Is there any movie analysis idea worse than "The main character was dead all along!"?

Thank you-- I’ve got a bad sinus infection.

I gotta say to 12 year old me and my friends, when MTV played the Fish Heads video that was a “Call EVERYONE into the living room NOW!” moment.

No, it was her uncle.

Shortly after the 1987 movie Siesta came out on video, my sister had rented it. We had a family dinner the next day, and she still had the video, so she wanted to watch it with us. She was so disappointed that about ten minutes in, I said “she’s dead.” Actually, I liked it. Atmospheric with Ellen Barkin and Gabriel Byrne.

Oh, and I grew up with Dr. Demento on KMET (A little bit of heaven…). I’m glad I had it as part of my formative experience. A little bad taste never hurt anyone, and people with only good taste can be boring pedants.

Yes. I forgot!

More creepy, because of the his implied incestual thoughts . eww

Yeah, played, appropriately, by Keir Dullea.

His guest star role on L&O had the same ickiness!

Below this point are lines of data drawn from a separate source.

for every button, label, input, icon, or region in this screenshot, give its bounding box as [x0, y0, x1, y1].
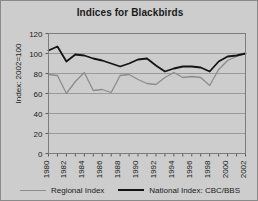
- x-tick-label: 1998: [203, 160, 212, 178]
- x-tick-label: 1982: [59, 160, 68, 178]
- y-tick-label: 60: [34, 90, 43, 99]
- y-tick-label: 80: [34, 70, 43, 79]
- y-tick-label: 0: [38, 150, 43, 159]
- x-tick-label: 1980: [42, 160, 51, 178]
- x-tick-label: 1986: [95, 160, 104, 178]
- gridlines: [46, 34, 246, 154]
- x-tick-label: 1984: [77, 160, 86, 178]
- legend-label-national: National Index: CBC/BBS: [149, 186, 240, 195]
- x-tick-label: 1992: [149, 160, 158, 178]
- x-tick-label: 1988: [113, 160, 122, 178]
- chart-card: Indices for Blackbirds Index: 2002=100 0…: [0, 0, 258, 201]
- chart-plot-area: 020406080100120 198019821984198619881990…: [1, 1, 258, 201]
- x-tick-label: 2002: [239, 160, 248, 178]
- y-tick-labels: 020406080100120: [29, 30, 43, 159]
- series-line: [49, 47, 246, 72]
- y-tick-label: 40: [34, 110, 43, 119]
- legend-label-regional: Regional Index: [51, 186, 104, 195]
- x-tick-label: 1996: [185, 160, 194, 178]
- x-tick-labels: 1980198219841986198819901992199419961998…: [42, 160, 248, 178]
- x-tick-label: 1990: [131, 160, 140, 178]
- chart-legend: Regional Index National Index: CBC/BBS: [11, 183, 249, 197]
- legend-swatch-regional: [20, 190, 46, 191]
- y-tick-label: 120: [29, 30, 43, 39]
- legend-swatch-national: [118, 189, 144, 191]
- y-tick-label: 20: [34, 130, 43, 139]
- x-tick-label: 1994: [167, 160, 176, 178]
- x-tick-label: 2000: [221, 160, 230, 178]
- y-tick-label: 100: [29, 50, 43, 59]
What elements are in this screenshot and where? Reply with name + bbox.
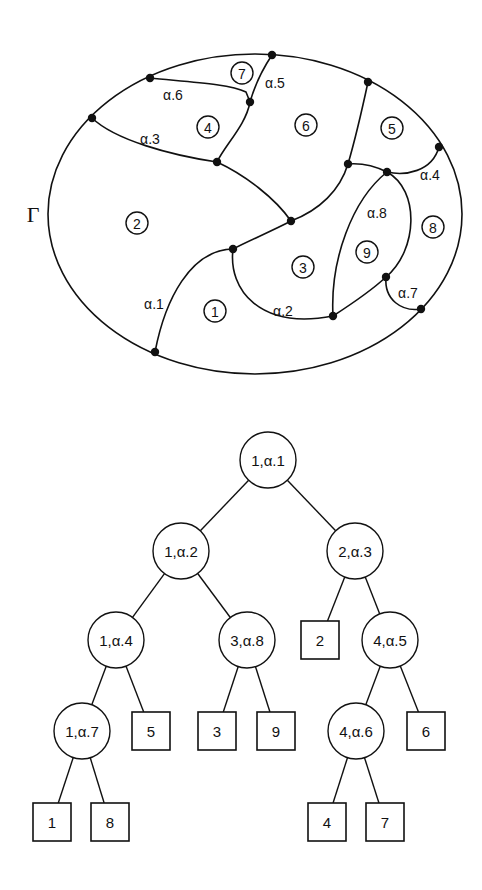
node-label: 3,α.8 bbox=[230, 632, 264, 649]
boundary-gamma bbox=[48, 54, 462, 374]
planar-map-and-tree-diagram: 123456789 α.1α.2α.3α.4α.5α.6α.7α.8 Γ 1,α… bbox=[0, 0, 482, 890]
tree-node-n2: 1,α.2 bbox=[153, 523, 209, 579]
tree-edge bbox=[198, 573, 231, 617]
tree-node-n8: 4,α.6 bbox=[328, 703, 384, 759]
tree-leaf-9: 9 bbox=[257, 712, 295, 750]
tree-edge bbox=[365, 758, 379, 803]
tree-edge bbox=[333, 758, 347, 803]
region-number: 9 bbox=[363, 245, 371, 261]
node-label: 7 bbox=[381, 814, 389, 831]
vertex-G bbox=[229, 245, 237, 253]
node-label: 2,α.3 bbox=[338, 543, 372, 560]
region-number: 7 bbox=[238, 66, 246, 82]
node-label: 2 bbox=[316, 632, 324, 649]
region-2: 2 bbox=[126, 212, 148, 234]
region-8: 8 bbox=[422, 216, 444, 238]
vertex-F bbox=[287, 217, 295, 225]
edge-label: α.8 bbox=[367, 205, 387, 221]
tree-edge bbox=[92, 666, 106, 705]
edge-J-K bbox=[348, 164, 387, 172]
tree-edge bbox=[200, 480, 248, 531]
node-label: 1,α.2 bbox=[164, 543, 198, 560]
node-label: 5 bbox=[147, 723, 155, 740]
tree-node-n3: 2,α.3 bbox=[327, 523, 383, 579]
edge-label: α.3 bbox=[140, 131, 160, 147]
edge-E-F bbox=[217, 162, 291, 221]
tree-edge bbox=[256, 667, 270, 712]
tree-nodes: 1,α.11,α.22,α.31,α.43,α.824,α.51,α.75394… bbox=[33, 432, 445, 841]
region-9: 9 bbox=[356, 241, 378, 263]
region-4: 4 bbox=[197, 116, 219, 138]
node-label: 1,α.7 bbox=[65, 723, 99, 740]
edge-label: α.2 bbox=[273, 303, 293, 319]
vertex-M bbox=[329, 312, 337, 320]
region-7: 7 bbox=[231, 62, 253, 84]
edge-F-G bbox=[233, 221, 291, 249]
gamma-label: Γ bbox=[27, 202, 40, 227]
vertex-K bbox=[383, 168, 391, 176]
tree-node-n4: 1,α.4 bbox=[88, 612, 144, 668]
region-number: 5 bbox=[388, 121, 396, 137]
edge-label: α.1 bbox=[144, 296, 164, 312]
vertex-E bbox=[213, 158, 221, 166]
vertex-N bbox=[417, 305, 425, 313]
vertex-L bbox=[382, 273, 390, 281]
tree-leaf-2: 2 bbox=[301, 621, 339, 659]
vertex-C bbox=[88, 114, 96, 122]
node-label: 4,α.5 bbox=[373, 632, 407, 649]
edge-labels: α.1α.2α.3α.4α.5α.6α.7α.8 bbox=[140, 75, 440, 319]
tree-leaf-7: 7 bbox=[366, 803, 404, 841]
tree-node-n1: 1,α.1 bbox=[240, 432, 296, 488]
edge-label: α.7 bbox=[398, 285, 418, 301]
tree-edge bbox=[400, 666, 418, 712]
edge-M-L bbox=[333, 277, 386, 316]
tree-leaf-1: 1 bbox=[33, 803, 71, 841]
tree-edge bbox=[90, 758, 104, 803]
edge-label: α.5 bbox=[265, 75, 285, 91]
node-label: 1 bbox=[48, 814, 56, 831]
tree-node-n5: 3,α.8 bbox=[219, 612, 275, 668]
vertex-O bbox=[151, 348, 159, 356]
tree-edge bbox=[58, 758, 73, 803]
region-number: 8 bbox=[429, 220, 437, 236]
planar-map: 123456789 α.1α.2α.3α.4α.5α.6α.7α.8 Γ bbox=[27, 51, 462, 374]
tree-node-n6: 4,α.5 bbox=[362, 612, 418, 668]
region-6: 6 bbox=[295, 114, 317, 136]
node-label: 6 bbox=[422, 723, 430, 740]
node-label: 9 bbox=[272, 723, 280, 740]
node-label: 4 bbox=[323, 814, 331, 831]
edge-label: α.4 bbox=[420, 167, 440, 183]
tree-leaf-8: 8 bbox=[91, 803, 129, 841]
vertex-D bbox=[246, 98, 254, 106]
node-label: 4,α.6 bbox=[339, 723, 373, 740]
region-number: 6 bbox=[302, 118, 310, 134]
tree-leaf-6: 6 bbox=[407, 712, 445, 750]
edge-K-L bbox=[386, 172, 411, 277]
edge-D-E bbox=[217, 102, 250, 162]
node-label: 3 bbox=[213, 723, 221, 740]
vertex-H bbox=[364, 78, 372, 86]
region-3: 3 bbox=[292, 256, 314, 278]
tree-edge bbox=[133, 574, 165, 618]
tree-edge bbox=[126, 666, 144, 712]
edge-H-J bbox=[348, 82, 368, 164]
binary-tree: 1,α.11,α.22,α.31,α.43,α.824,α.51,α.75394… bbox=[33, 432, 445, 841]
tree-edge bbox=[327, 577, 344, 621]
region-1: 1 bbox=[204, 300, 226, 322]
tree-leaf-4: 4 bbox=[308, 803, 346, 841]
vertex-B bbox=[146, 74, 154, 82]
edge-label: α.6 bbox=[163, 87, 183, 103]
vertex-I bbox=[435, 143, 443, 151]
vertex-A bbox=[268, 51, 276, 59]
region-number: 1 bbox=[211, 304, 219, 320]
tree-leaf-5: 5 bbox=[132, 712, 170, 750]
node-label: 1,α.1 bbox=[251, 452, 285, 469]
region-number: 2 bbox=[133, 216, 141, 232]
tree-edge bbox=[287, 480, 335, 531]
tree-node-n7: 1,α.7 bbox=[54, 703, 110, 759]
vertex-J bbox=[344, 160, 352, 168]
node-label: 8 bbox=[106, 814, 114, 831]
tree-edge bbox=[365, 577, 380, 614]
edge-F-J bbox=[291, 164, 348, 221]
tree-leaf-3: 3 bbox=[198, 712, 236, 750]
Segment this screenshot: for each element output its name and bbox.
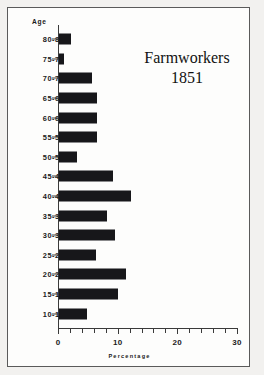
bar-row: 55-59 xyxy=(8,128,251,148)
bar xyxy=(59,73,92,84)
y-axis-tick xyxy=(52,235,58,236)
bar xyxy=(59,171,113,182)
y-axis-tick xyxy=(52,58,58,59)
bar-row: 60-64 xyxy=(8,108,251,128)
x-axis-major-tick xyxy=(237,328,238,334)
y-axis-tick xyxy=(52,274,58,275)
bar-row: 80-84 xyxy=(8,30,251,50)
bar xyxy=(59,269,126,280)
bar xyxy=(59,132,97,143)
bar-row: 35-39 xyxy=(8,206,251,226)
bar-row: 30-34 xyxy=(8,226,251,246)
x-axis-line xyxy=(58,328,237,329)
bar xyxy=(59,151,77,162)
y-axis-tick xyxy=(52,215,58,216)
bar xyxy=(59,210,107,221)
x-axis-minor-tick xyxy=(142,328,143,333)
y-axis-tick xyxy=(52,78,58,79)
bar xyxy=(59,112,97,123)
x-axis-minor-tick xyxy=(165,328,166,333)
x-axis-minor-tick xyxy=(82,328,83,333)
bar xyxy=(59,289,118,300)
bar xyxy=(59,191,131,202)
x-axis-major-tick xyxy=(118,328,119,334)
x-axis-minor-tick xyxy=(189,328,190,333)
plot-area: 80-8475-7970-7465-6960-6455-5950-5445-49… xyxy=(8,8,249,366)
x-axis-minor-tick xyxy=(94,328,95,333)
bar-row: 40-44 xyxy=(8,186,251,206)
x-axis-minor-tick xyxy=(153,328,154,333)
x-axis-minor-tick xyxy=(213,328,214,333)
bar-row: 10-14 xyxy=(8,304,251,324)
x-axis-major-tick xyxy=(58,328,59,334)
y-axis-tick xyxy=(52,313,58,314)
chart-figure: Farmworkers 1851 Age 80-8475-7970-7465-6… xyxy=(7,7,250,367)
bar xyxy=(59,93,97,104)
x-axis-tick-label: 10 xyxy=(113,338,123,347)
x-axis-minor-tick xyxy=(106,328,107,333)
bar xyxy=(59,308,87,319)
bar-row: 45-49 xyxy=(8,167,251,187)
x-axis-tick-label: 0 xyxy=(56,338,61,347)
x-axis-minor-tick xyxy=(225,328,226,333)
y-axis-tick xyxy=(52,294,58,295)
y-axis-tick xyxy=(52,156,58,157)
x-axis-tick-label: 20 xyxy=(173,338,183,347)
x-axis-minor-tick xyxy=(70,328,71,333)
bar xyxy=(59,53,64,64)
y-axis-tick xyxy=(52,176,58,177)
x-axis-major-tick xyxy=(177,328,178,334)
y-axis-tick xyxy=(52,196,58,197)
bar-row: 50-54 xyxy=(8,147,251,167)
y-axis-tick xyxy=(52,137,58,138)
bar-row: 75-79 xyxy=(8,49,251,69)
bar-row: 70-74 xyxy=(8,69,251,89)
y-axis-tick xyxy=(52,254,58,255)
bar xyxy=(59,34,71,45)
y-axis-tick xyxy=(52,98,58,99)
x-axis-tick-label: 30 xyxy=(232,338,242,347)
bar-row: 25-29 xyxy=(8,245,251,265)
x-axis-minor-tick xyxy=(130,328,131,333)
bar-row: 15-19 xyxy=(8,284,251,304)
bar xyxy=(59,230,115,241)
y-axis-tick xyxy=(52,39,58,40)
bar xyxy=(59,249,96,260)
bar-row: 20-24 xyxy=(8,265,251,285)
x-axis-minor-tick xyxy=(201,328,202,333)
bar-row: 65-69 xyxy=(8,88,251,108)
x-axis-title: Percentage xyxy=(8,353,251,359)
y-axis-tick xyxy=(52,117,58,118)
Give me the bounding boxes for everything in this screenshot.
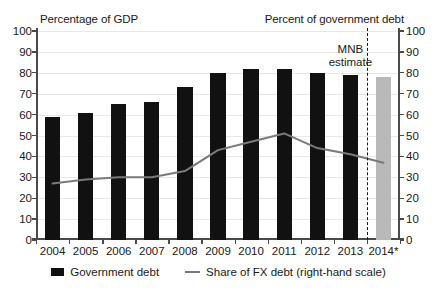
- x-axis-tick: [235, 240, 236, 244]
- left-tick-label-30: 30: [6, 171, 32, 183]
- bar-swatch-icon: [51, 268, 64, 276]
- right-axis-title: Percent of government debt: [265, 13, 404, 25]
- right-axis-tick: [400, 156, 404, 157]
- right-tick-label-80: 80: [406, 67, 434, 79]
- legend-label-government-debt: Government debt: [70, 266, 159, 278]
- right-tick-label-10: 10: [406, 213, 434, 225]
- x-axis-tick: [201, 240, 202, 244]
- legend-label-fx-debt-share: Share of FX debt (right-hand scale): [206, 266, 386, 278]
- right-axis-tick: [400, 218, 404, 219]
- x-axis-tick: [268, 240, 269, 244]
- x-axis-tick: [301, 240, 302, 244]
- right-axis-tick: [400, 72, 404, 73]
- x-label-2005: 2005: [73, 245, 99, 257]
- right-tick-label-60: 60: [406, 109, 434, 121]
- x-axis-tick: [334, 240, 335, 244]
- right-axis-tick: [400, 114, 404, 115]
- right-tick-label-30: 30: [406, 171, 434, 183]
- x-label-2010: 2010: [238, 245, 264, 257]
- right-axis-tick: [400, 198, 404, 199]
- right-tick-label-50: 50: [406, 130, 434, 142]
- right-axis-tick: [400, 93, 404, 94]
- legend-item-government-debt: Government debt: [51, 266, 159, 278]
- x-label-2011: 2011: [272, 245, 297, 257]
- right-axis-tick: [400, 51, 404, 52]
- left-axis-title: Percentage of GDP: [40, 13, 138, 25]
- x-label-2004: 2004: [40, 245, 66, 257]
- chart-container: Percentage of GDP Percent of government …: [0, 0, 437, 297]
- right-tick-label-20: 20: [406, 192, 434, 204]
- right-tick-label-70: 70: [406, 88, 434, 100]
- right-tick-label-40: 40: [406, 150, 434, 162]
- mnb-estimate-line2: estimate: [320, 56, 380, 69]
- left-tick-label-90: 90: [6, 46, 32, 58]
- right-axis-tick: [400, 30, 404, 31]
- x-axis-tick: [367, 240, 368, 244]
- x-label-2012: 2012: [304, 245, 330, 257]
- x-label-2007: 2007: [139, 245, 165, 257]
- x-label-2008: 2008: [172, 245, 198, 257]
- x-label-2013: 2013: [338, 245, 364, 257]
- right-tick-label-0: 0: [406, 234, 434, 246]
- x-axis-tick: [102, 240, 103, 244]
- left-tick-label-10: 10: [6, 213, 32, 225]
- left-tick-label-40: 40: [6, 150, 32, 162]
- mnb-estimate-annotation: MNB estimate: [320, 43, 380, 69]
- line-swatch-icon: [185, 271, 200, 273]
- left-tick-label-80: 80: [6, 67, 32, 79]
- fx-debt-line-path: [53, 133, 384, 183]
- right-tick-label-100: 100: [406, 25, 434, 37]
- right-axis-tick: [400, 177, 404, 178]
- chart-legend: Government debt Share of FX debt (right-…: [0, 266, 437, 278]
- right-axis-tick: [400, 135, 404, 136]
- left-tick-label-70: 70: [6, 88, 32, 100]
- legend-item-fx-debt-share: Share of FX debt (right-hand scale): [185, 266, 386, 278]
- left-tick-label-60: 60: [6, 109, 32, 121]
- x-axis-tick: [69, 240, 70, 244]
- x-label-2009: 2009: [205, 245, 231, 257]
- x-axis-tick: [36, 240, 37, 244]
- left-tick-label-50: 50: [6, 130, 32, 142]
- x-axis-tick: [135, 240, 136, 244]
- x-axis-tick: [400, 240, 401, 244]
- x-label-2014: 2014*: [368, 245, 398, 257]
- right-tick-label-90: 90: [406, 46, 434, 58]
- x-label-2006: 2006: [106, 245, 132, 257]
- x-axis-tick: [168, 240, 169, 244]
- mnb-estimate-line1: MNB: [320, 43, 380, 56]
- left-tick-label-100: 100: [6, 25, 32, 37]
- left-tick-label-20: 20: [6, 192, 32, 204]
- left-tick-label-0: 0: [6, 234, 32, 246]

I presumed joke, too. It’s not even a good example, seeing as most of the enemies show up in later games that are not dreams.

It would be like getting mad that Super Mario Bros 3 is a play.

Wait. What? It is? How the hell did I never realize that? I’ve beaten that a gazillion times. I guess that explains the stage curtains in the beginning and end. I’ve just never drawn the connection.

I mean, it’s somewhat debatable, but it’s not just the curtains. It’s also how you seem to have things nailed onto the sky, and can even go back behind the curtain in a couple places. And Miyamoto did confirm it back in 2015 (which I didn’t know).

I think there are plenty of films that have pulled off the “the character was dead / dreaming / in a sim / a ghost / a clone / imaginary / otherwise had what they know as ‘reality’ upended” twist. Plenty that didn’t. But the narrative needs to have support it. And it needs to be more support than “this stunt was ridiculous so they probably died and everything after that point is imaginary.”

I mean you could claim that for the Fast & Furious films. Dominic Toretto smashed his head when he crashed at the end of the first film. The rest of the series are increasingly ludicrous (and Ludacris) coma dreams of Dom and his friends pulling off international heists and spy capers.

You think the Martian’s “Vanilla Sky-ed” Tom?

I think Jacob’s Ladder is fairly clever, and moving at the end with his kid.